Is Dublin crowded in July?

Yes. July is peak tourist season, and Dublin's compact city centre means the crowds are noticeable. The Book of Kells queue at Trinity, Kilmainham Gaol tours, and the Guinness Storehouse all benefit from advance booking. Temple Bar is particularly packed on weekends. That said, the city has plenty of room if you move beyond the main tourist corridor — neighborhoods like Stoneybatter, Portobello, Smithfield, and Phibsborough are busy with locals but rarely overwhelmed by visitors. Coastal spots like Howth and Dun Laoghaire draw day-trippers but the walking paths absorb the numbers well.

How late does the sun set in Dublin in July?

In early July, sunset is around 9:50pm, gradually pulling back to about 9:20pm by month's end.
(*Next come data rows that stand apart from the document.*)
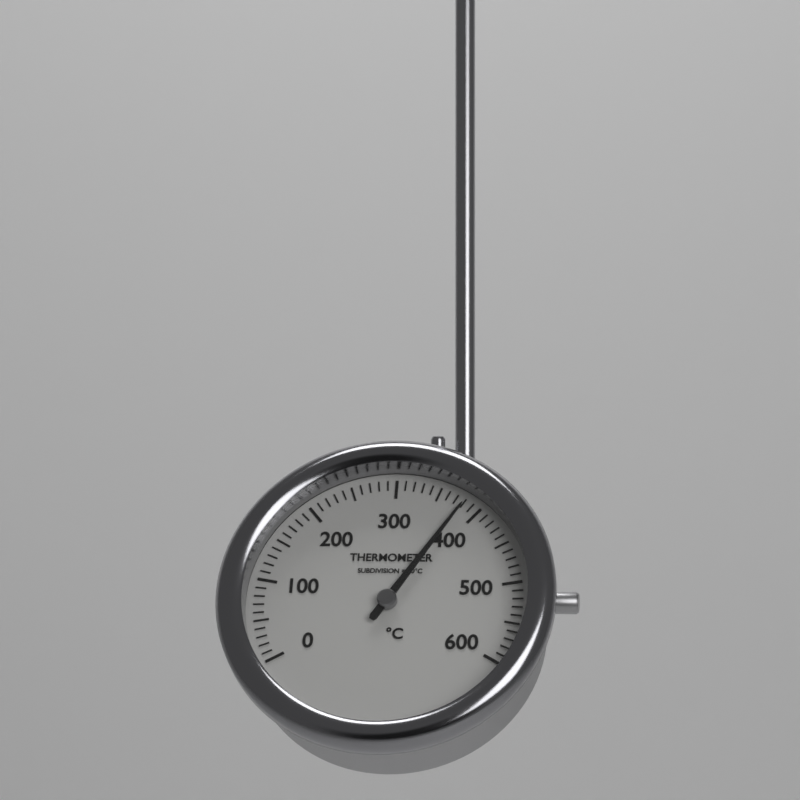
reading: 380 °C
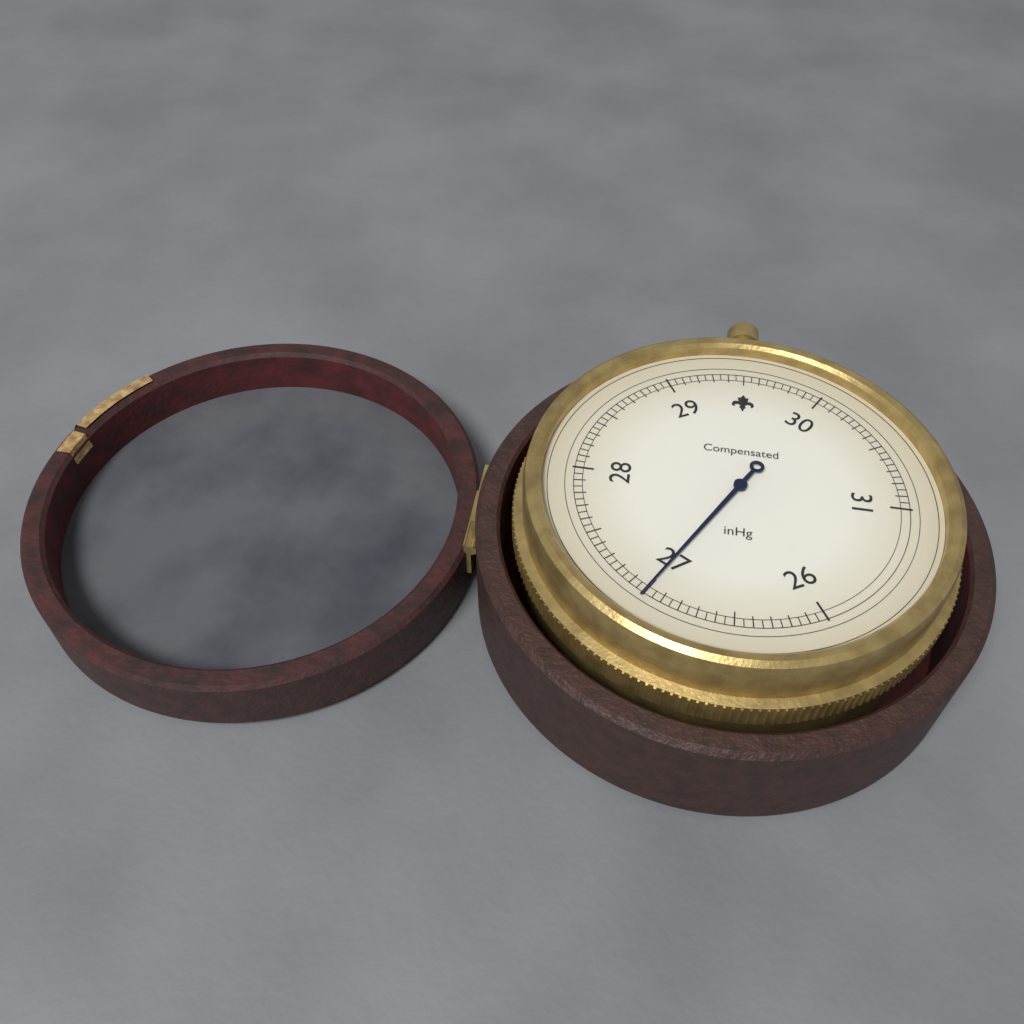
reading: 27.00 inHg
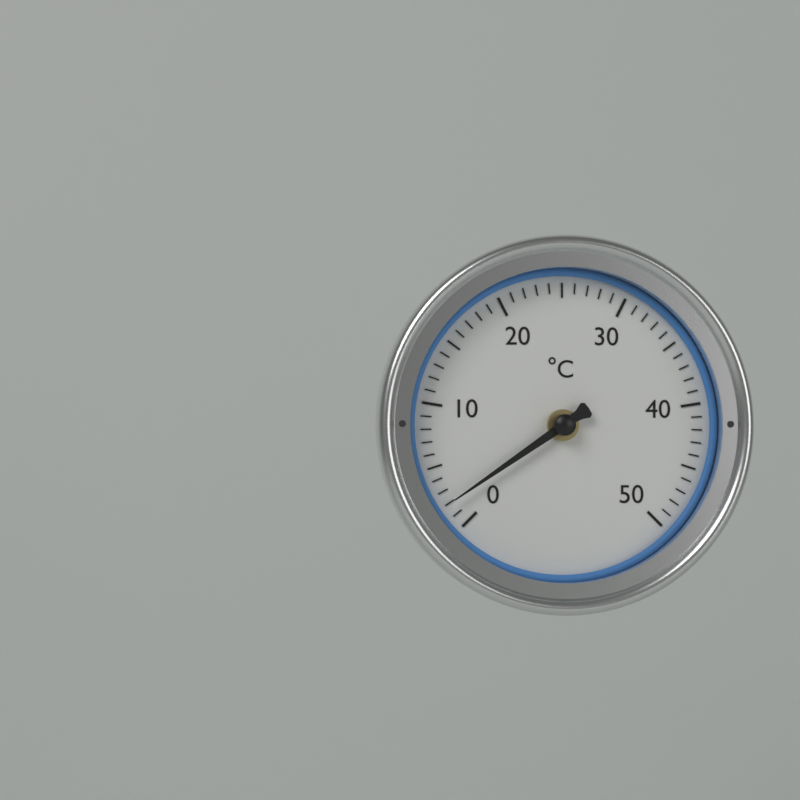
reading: 2 °C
Twilight lingers well beyond that — the sky doesn't fully darken until after 11pm at the start of the month. This gives you roughly 17 hours of usable daylight, which changes how the city feels. Pub gardens stay active, parks fill with people past 9pm, and you can start a coastal walk at 7pm and finish in full light. The flip side: the extended brightness can disrupt your sleep, especially if your accommodation doesn't have decent curtains.

Should I book accommodation in advance for Dublin in July?

Strongly recommended — four to six weeks ahead at minimum. Dublin has a well-known accommodation shortage that peaks in July when European school holidays, American summer travel, and events like Longitude Festival all overlap. Leaving it to the last week means paying premium rates for whatever remains or staying in outer suburbs like Swords or Tallaght, which adds real commute time. If your dates coincide with Longitude weekend, book as soon as the festival dates are announced. Hotels in the city centre and south Dublin fill fastest; Dun Laoghaire and Drumcondra offer slightly better value while staying well-connected by DART and bus.